Gagging clauses are lawful and enforceable

Articles
08 Jan 2015

This article was first published by People Management, the official magazine of the CIPD

Periodically the topic of gagging clauses resurfaces in the press. In 2013 the revelation of large numbers of NHS employees entering into such agreements produced a mass of publicity. Interest in the topic duly stimulated, it led to recommendations by the Public Accounts Committee in the House of Commons that revised guidance from the Cabinet Office should require public sector organisations to secure approval from the Cabinet Office for special severance payments and associated compromise agreements where they relate to cases of whistleblowing. 

Confidentiality clauses commonly govern and restrain the use of confidential information obtained in the course of employment both during the contract and it has ended. Such clauses are lawful and in principle enforceable. However this article is not about these clauses but rather those provisions frequently inserted into settlement or compromise agreements, confusingly often termed confidentiality agreements or confidentiality clauses, which seek to keep from public exposure the nature of the settlement, the amount of money paid to the departed employee and the factual circumstances leading up to the termination.    

Gagging clauses do not of course only arise in the case of public sector employees or other whistleblowers. In a very different employment context, consider the former England cricketer Kevin Pietersen whose central contract with England was terminated on terms which included a time-limited gagging clause – thereby boosting substantially the publicity preceding the release last month of his account of events leading up to his departure from the England setup.

Most recently the BBC has figured in prominent headlines in the context of allegations made by Olenka Frenkiel of age discrimination in relation to women reporters – see The Guardian 8 November 2014. So it seems apposite now to examine what a gagging clause is and how it operates.

The colloquial gagging clause is nothing more than a provision in an agreement, very frequently a settlement agreement, at the end of an employment relationship whereby an employee agrees, with or without any time limit, not to reveal the details of the settlement including, most obviously, any sums received by the terminated employee and any factual history leading up to the termination.

Subject to the issue of whistleblowing, gagging clauses are neither unlawful nor void but are enforceable. In some circumstances, should the employer learn in advance of an intention by the employee to break the terms of the provision, that enforcement could be effected by injunction or by a claim for damages or repayment of sums paid in whole or in part under the settlement agreement.

Compromising existing or anticipated litigation is an attractive outcome for the parties involved not only because of the saving in legal costs and time, and by avoiding the stress of a hearing but also because of the elimination of risk. If you are an employer facing a significant claim which the tribunal or court may award to a Claimant employee, settling the claim for less, sometimes substantially less, than that makes good commercial sense. The risk of having to pay a significant sum is removed and replaced by the certainty of paying a lower figure.

Also, no tribunal or court will, by order, prevent a successful Claimant from revealing to the world and, perhaps more importantly and with more damaging consequences from the employer's perspective, his or her fellow former employees how much he or she has been awarded. To do so would undermine a cardinal feature of open justice. Whilst an unsuccessful employer cannot prevent details of the dispute entering the public domain, the same also applies to a successful employer who defeats the claim. Subject to those rare and exceptional cases where a tribunal has the power to restrict publicity, confined mostly to sexual misconduct or where other sensitive personal information is in evidence, all the dirty linen washed in public can be fully exposed.

The considerable incentive to settle is therefore made even more compelling when the employer can demand from an employee a gagging clause as part of the deal. No doubt some employers are prepared to pay more than the claim is worth to obtain that benefit. Of course, no employee who has been dismissed or discriminated against is bound to accept the gagging clause if that is asked for and insisted upon. If that is the choice made, then the claim may be abandoned or settled without such a clause or the dispute can be litigated to a conclusion – when no power exists to stop prevent publication of the details.

Olenka Frenkiel refused to sign a gagging agreement and stated:

"I have one message for those going through these battles. Refuse to sign the gagging clauses. You can. Some of us have. And that will end the free ride managers have enjoyed until now."

What is not revealed is whether or not any settlement was reached or the terms on which she left her long-standing employment with the BBC.

Whilst gagging clauses are for the most part enforceable as contractual terms, any clause in a settlement or compromise agreement is void in so far as it purports to preclude a worker from making a protected disclosure – section 43J Employment Rights Act 1996. But if such a clause cannot legally be used to prevent a person from whistleblowing, no doubt some who have been offered, or accepted compromise agreements containing one have felt gagged. The best solution to this problem is to ensure that the gagging clause spells out that it does not prevent the employee from making a protected disclosure. That, however, may be precisely what the employer wants to achieve.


Task to complete >>
When the word "alpha" appears in a line of the data below, list that line.

Figure record listings >>

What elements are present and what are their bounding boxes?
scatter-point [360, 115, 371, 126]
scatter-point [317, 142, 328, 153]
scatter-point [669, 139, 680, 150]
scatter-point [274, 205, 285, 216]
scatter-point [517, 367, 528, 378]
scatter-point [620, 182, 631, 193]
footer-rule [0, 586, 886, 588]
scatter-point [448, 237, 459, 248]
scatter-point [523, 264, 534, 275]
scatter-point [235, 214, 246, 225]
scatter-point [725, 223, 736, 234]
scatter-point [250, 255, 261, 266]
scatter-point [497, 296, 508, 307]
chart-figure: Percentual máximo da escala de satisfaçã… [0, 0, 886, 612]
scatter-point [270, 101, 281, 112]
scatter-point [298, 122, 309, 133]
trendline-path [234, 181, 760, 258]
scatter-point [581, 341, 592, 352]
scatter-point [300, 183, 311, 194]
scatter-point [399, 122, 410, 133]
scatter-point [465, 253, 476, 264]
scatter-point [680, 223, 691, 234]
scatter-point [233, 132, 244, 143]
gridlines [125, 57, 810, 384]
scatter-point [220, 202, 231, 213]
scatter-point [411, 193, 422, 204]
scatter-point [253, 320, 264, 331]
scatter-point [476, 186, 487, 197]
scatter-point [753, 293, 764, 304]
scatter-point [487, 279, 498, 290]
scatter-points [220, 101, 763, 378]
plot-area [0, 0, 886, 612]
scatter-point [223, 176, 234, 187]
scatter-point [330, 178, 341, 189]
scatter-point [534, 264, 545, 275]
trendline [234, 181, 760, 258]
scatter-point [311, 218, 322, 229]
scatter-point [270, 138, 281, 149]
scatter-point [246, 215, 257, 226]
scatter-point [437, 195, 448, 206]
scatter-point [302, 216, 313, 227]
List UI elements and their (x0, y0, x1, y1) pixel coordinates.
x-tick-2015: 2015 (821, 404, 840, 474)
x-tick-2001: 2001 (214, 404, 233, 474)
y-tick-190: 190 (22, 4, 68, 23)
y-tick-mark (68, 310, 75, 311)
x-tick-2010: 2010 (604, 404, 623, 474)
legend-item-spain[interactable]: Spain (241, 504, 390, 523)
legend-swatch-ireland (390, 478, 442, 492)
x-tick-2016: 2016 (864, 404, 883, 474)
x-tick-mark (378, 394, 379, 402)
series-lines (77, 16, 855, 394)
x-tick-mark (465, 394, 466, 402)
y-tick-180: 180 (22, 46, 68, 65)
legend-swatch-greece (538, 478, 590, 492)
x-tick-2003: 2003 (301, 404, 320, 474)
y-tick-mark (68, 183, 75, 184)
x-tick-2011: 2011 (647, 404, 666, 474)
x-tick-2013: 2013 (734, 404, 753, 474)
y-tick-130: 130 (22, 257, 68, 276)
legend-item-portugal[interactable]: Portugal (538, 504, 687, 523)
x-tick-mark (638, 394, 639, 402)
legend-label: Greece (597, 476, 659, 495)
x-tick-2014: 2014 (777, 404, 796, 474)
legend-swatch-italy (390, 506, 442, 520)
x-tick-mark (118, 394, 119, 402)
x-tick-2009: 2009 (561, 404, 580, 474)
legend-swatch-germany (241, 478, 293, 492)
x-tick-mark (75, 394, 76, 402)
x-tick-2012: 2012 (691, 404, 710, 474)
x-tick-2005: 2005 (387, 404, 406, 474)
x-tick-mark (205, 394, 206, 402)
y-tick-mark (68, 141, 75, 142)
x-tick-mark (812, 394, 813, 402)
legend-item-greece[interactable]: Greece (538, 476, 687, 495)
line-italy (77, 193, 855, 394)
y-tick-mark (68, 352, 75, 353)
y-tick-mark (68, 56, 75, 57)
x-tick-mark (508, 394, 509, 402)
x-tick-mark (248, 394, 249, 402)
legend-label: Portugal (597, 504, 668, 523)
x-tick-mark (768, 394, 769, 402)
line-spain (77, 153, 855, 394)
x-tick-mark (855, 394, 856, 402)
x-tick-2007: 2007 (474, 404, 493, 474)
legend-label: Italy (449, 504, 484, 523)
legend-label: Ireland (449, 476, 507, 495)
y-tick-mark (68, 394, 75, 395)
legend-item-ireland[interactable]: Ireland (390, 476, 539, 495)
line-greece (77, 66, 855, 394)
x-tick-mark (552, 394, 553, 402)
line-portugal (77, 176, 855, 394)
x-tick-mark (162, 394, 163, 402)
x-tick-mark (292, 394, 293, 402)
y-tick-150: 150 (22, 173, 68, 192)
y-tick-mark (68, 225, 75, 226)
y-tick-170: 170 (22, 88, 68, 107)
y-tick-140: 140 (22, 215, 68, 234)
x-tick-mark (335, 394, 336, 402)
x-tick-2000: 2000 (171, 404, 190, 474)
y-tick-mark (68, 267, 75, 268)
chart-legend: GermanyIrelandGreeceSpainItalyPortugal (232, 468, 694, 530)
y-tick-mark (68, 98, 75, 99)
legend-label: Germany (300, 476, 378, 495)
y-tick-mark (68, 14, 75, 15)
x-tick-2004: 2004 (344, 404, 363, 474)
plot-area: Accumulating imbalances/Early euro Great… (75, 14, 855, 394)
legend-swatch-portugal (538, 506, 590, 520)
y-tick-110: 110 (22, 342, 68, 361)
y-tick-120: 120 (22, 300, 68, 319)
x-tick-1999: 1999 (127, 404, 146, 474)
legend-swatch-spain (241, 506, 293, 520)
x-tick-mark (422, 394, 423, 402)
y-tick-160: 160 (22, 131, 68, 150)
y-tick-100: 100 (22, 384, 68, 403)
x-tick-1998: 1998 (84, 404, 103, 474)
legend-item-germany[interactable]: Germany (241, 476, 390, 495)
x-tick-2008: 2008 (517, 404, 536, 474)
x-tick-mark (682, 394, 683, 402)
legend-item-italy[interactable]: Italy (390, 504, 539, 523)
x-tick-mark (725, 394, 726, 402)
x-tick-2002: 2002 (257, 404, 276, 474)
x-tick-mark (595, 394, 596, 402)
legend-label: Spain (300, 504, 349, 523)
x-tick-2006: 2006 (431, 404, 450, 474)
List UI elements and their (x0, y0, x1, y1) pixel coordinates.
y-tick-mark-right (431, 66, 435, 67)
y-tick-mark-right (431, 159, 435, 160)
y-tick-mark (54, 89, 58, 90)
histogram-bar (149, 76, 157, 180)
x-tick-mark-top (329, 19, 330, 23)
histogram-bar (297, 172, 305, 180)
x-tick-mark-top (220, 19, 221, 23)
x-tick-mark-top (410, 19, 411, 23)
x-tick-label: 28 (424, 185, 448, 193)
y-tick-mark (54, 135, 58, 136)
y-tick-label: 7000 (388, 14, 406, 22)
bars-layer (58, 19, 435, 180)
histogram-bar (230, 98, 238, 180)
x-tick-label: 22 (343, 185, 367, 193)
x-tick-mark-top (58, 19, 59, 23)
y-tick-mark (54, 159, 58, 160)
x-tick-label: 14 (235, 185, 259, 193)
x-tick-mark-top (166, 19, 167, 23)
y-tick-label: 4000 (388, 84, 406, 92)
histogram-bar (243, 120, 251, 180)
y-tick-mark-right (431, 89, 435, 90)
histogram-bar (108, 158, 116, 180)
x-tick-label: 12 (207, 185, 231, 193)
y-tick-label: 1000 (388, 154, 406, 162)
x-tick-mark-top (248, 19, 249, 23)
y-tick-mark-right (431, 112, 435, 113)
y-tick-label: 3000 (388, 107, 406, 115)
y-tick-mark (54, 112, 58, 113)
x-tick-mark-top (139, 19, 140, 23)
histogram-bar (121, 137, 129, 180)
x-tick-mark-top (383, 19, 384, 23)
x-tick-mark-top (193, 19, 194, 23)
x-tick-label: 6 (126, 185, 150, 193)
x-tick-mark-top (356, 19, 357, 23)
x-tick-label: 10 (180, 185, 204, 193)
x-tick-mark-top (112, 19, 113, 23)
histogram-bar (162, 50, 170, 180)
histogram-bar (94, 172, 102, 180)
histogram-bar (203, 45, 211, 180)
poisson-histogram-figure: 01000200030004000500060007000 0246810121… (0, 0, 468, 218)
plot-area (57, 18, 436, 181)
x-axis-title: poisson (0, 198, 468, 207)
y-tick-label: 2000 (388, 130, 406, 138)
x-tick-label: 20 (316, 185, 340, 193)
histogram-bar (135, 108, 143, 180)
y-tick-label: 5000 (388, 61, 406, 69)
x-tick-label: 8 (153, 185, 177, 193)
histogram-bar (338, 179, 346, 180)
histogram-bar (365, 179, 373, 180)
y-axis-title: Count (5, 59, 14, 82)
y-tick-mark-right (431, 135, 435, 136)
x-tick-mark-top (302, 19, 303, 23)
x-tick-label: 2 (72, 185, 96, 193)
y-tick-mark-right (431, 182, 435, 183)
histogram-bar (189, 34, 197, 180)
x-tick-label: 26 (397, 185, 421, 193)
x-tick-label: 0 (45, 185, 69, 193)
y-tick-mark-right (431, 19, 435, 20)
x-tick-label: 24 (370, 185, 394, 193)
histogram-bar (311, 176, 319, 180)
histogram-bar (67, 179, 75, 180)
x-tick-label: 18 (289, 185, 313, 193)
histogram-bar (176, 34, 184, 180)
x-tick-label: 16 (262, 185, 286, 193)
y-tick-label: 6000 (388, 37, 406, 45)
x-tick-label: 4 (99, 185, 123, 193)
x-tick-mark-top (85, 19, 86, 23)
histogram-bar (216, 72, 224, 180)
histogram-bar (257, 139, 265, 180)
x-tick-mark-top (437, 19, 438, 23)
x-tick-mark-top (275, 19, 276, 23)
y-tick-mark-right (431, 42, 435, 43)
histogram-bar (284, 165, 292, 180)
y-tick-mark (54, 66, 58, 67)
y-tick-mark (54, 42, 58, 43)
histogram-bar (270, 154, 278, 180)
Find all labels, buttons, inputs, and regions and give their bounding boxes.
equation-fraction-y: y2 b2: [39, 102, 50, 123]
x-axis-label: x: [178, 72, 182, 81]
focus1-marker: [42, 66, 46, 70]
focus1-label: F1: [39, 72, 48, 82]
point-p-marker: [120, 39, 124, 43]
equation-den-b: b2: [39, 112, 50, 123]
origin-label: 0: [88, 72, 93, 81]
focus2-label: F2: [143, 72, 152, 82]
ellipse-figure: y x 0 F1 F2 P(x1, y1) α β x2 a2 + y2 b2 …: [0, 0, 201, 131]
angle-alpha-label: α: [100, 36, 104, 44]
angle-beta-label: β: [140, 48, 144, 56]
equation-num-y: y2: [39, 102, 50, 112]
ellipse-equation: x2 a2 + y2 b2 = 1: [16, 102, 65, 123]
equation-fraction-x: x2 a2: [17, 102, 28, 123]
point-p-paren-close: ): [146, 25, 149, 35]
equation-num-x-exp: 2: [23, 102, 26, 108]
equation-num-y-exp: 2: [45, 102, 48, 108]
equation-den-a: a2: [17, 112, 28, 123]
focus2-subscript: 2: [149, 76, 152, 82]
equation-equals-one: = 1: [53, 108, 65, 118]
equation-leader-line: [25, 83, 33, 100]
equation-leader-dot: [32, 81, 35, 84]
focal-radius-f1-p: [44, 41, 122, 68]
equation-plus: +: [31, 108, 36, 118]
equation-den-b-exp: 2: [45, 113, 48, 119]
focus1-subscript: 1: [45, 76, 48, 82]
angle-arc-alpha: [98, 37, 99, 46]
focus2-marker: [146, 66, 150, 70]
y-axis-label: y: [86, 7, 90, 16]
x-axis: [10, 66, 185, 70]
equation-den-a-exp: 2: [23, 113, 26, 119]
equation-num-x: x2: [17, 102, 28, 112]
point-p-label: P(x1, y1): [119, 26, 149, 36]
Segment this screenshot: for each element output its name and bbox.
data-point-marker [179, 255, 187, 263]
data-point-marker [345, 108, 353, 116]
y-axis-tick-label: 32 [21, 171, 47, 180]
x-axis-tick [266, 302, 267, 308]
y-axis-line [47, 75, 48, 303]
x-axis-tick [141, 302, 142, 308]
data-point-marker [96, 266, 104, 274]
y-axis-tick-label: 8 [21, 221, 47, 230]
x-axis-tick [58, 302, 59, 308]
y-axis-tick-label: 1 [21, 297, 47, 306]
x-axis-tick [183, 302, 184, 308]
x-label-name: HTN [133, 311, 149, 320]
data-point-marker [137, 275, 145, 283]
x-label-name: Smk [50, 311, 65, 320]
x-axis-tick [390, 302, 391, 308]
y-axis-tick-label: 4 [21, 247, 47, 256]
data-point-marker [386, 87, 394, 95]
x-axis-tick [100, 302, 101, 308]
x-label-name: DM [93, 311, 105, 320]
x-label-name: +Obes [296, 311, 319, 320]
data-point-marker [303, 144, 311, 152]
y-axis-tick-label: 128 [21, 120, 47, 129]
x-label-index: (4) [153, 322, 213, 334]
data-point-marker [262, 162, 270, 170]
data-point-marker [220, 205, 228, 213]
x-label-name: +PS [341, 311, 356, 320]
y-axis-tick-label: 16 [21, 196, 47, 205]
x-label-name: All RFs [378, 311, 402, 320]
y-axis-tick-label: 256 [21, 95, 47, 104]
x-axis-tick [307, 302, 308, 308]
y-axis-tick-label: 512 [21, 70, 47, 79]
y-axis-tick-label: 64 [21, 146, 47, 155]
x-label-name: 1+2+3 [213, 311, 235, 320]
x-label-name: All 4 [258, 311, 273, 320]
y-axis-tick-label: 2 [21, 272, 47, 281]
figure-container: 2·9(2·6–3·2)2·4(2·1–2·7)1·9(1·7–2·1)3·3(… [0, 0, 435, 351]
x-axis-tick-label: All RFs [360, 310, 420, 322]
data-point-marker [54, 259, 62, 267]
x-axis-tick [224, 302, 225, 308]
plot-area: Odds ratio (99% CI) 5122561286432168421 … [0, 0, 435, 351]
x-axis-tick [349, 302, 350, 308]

Response to the exercise >>
angle-alpha-label: α: [100, 36, 104, 44]
angle-arc-alpha: [98, 37, 99, 46]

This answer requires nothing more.